In short Hauerwas and Willimon want us to understand that when we say “Our” we are not being possessive. The danger in taking the “Our” into our hearts as “Our friends” and “Our country” and “Our family” is that it domesticates our dynamic and transformational God. It is God who has befriended all of us, not we who have chosen God. “It is comforting to know that even though you don’t always feel like a Christian, though you don’t always act like a Christian, much less believe like a Christian, your relationship as a friend of God is not based on what you have felt, done or believed. Rather, you are a friend of God because of God’s choice of you in Jesus through the church…The journey with God is not a test to see if we can make the grade with God and be good enough to be friends with God. The journey with God begins with God in Christ calling us friends, inviting us to go because God wants us to be part of the journey. Friendship with God is the name of the journey rather than the destination.”

Finally, Hauerwas and Willimon suggest that the term “Heaven” with reference to the location of God has an important part to play in how we see Our Mother/Father God as not only our own. “Most of the time it is difficult for us to see much beyond ourselves.
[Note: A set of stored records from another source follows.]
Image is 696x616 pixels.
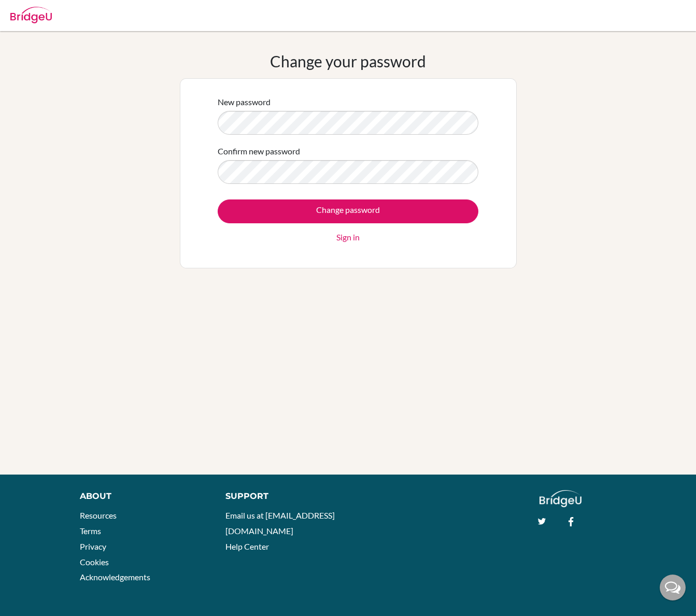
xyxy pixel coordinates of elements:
a: Help Center [225,542,269,551]
a: Acknowledgements [80,572,150,582]
img: logo_white@2x-f4f0deed5e89b7ecb1c2cc34c3e3d731f90f0f143d5ea2071677605dd97b5244.png [539,491,582,507]
a: Email us at [EMAIL_ADDRESS][DOMAIN_NAME] [225,511,335,536]
input: Change password [217,200,479,224]
a: Cookies [80,557,109,567]
div: Support [225,491,337,503]
a: Sign in [336,231,360,244]
a: Terms [80,526,101,536]
h1: Change your password [270,52,426,70]
img: Bridge-U [10,6,52,23]
div: About [80,491,202,503]
a: Privacy [80,542,106,551]
label: Confirm new password [217,145,300,157]
a: Resources [80,511,117,520]
label: New password [217,96,271,109]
God tends to take a larger view. Looking at the world, God’s view is not limited to our national boundaries. Heaven provides a good vantage point for the whole picture.”

Bishop NT (Tom) Wright focuses his attention on this first portion of The Lord’s Prayer on the word “Father”. Wright’s attention to this word has less to do with gender and more to do with what a parent would want for her/his child. Specifically Wright grounds his analysis of this word in the Old Testament, the roots of our faith. “The first occurrence in the Hebrew Bible of the idea of God as Father comes when Moses marches in boldly to stand before the Pharaoh, and says: Thus says Yahweh: Israel is my son, my firstborn, let my people go, that they may serve me (Exodus 4:21-22).” As Wright points out, those the world saw as slaves were in God’s eyes daughters and sons”. If we are all truly children of a living God then no one can hold us down, thwart our freedom to be whom we are called to be, to categorize us in any way that makes us appear less than any other son or daughter of God. “The very first words of the Lord’s Prayer therefore contain within them not just intimacy, but revolution. Not just familiarity; hope.”
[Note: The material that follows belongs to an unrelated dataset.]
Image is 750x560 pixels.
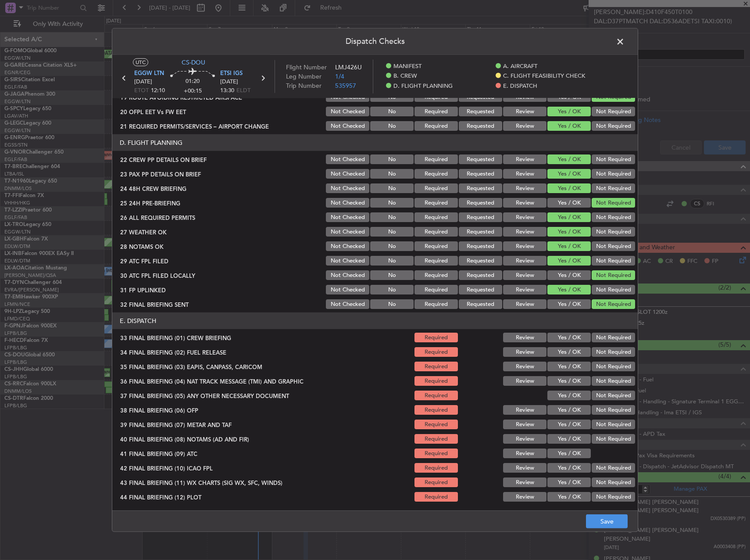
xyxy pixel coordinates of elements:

As Wright points out, “The word Father, then, concentrates our attention on the doubly revolutionary message and mission of Jesus…we are called to step out; as apprentice children, into a world of pain and darkness.”
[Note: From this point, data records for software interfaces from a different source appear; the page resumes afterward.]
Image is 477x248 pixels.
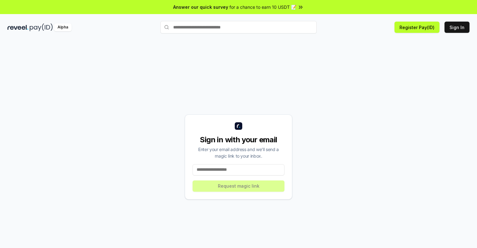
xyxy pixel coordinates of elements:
img: pay_id [30,23,53,31]
div: Sign in with your email [193,135,285,145]
div: Alpha [54,23,72,31]
img: reveel_dark [8,23,28,31]
span: Answer our quick survey [173,4,228,10]
img: logo_small [235,122,242,130]
button: Register Pay(ID) [395,22,440,33]
span: for a chance to earn 10 USDT 📝 [230,4,296,10]
button: Sign In [445,22,470,33]
div: Enter your email address and we’ll send a magic link to your inbox. [193,146,285,159]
My friends our call in this familiar prayer is not to become piously holy or even kinder and gentler or even to find comfort. Our call in this most formative of prayers is to let the words transform us, change us, make us new. This is our prayer, this prayer is for us to say together, in community, in our family of faith. We say this prayer to remind us who and whose we are. This prayer is our passport, it is our identity, and it is our mission, to set the captives free, to be free to serve this God who calls us friend, who calls us son or daughter, who calls us to love our neighbours as we love ourselves. “Our Faither/Mother, who art in Heaven”. “We are not alone…we live in God’s world.” Amen.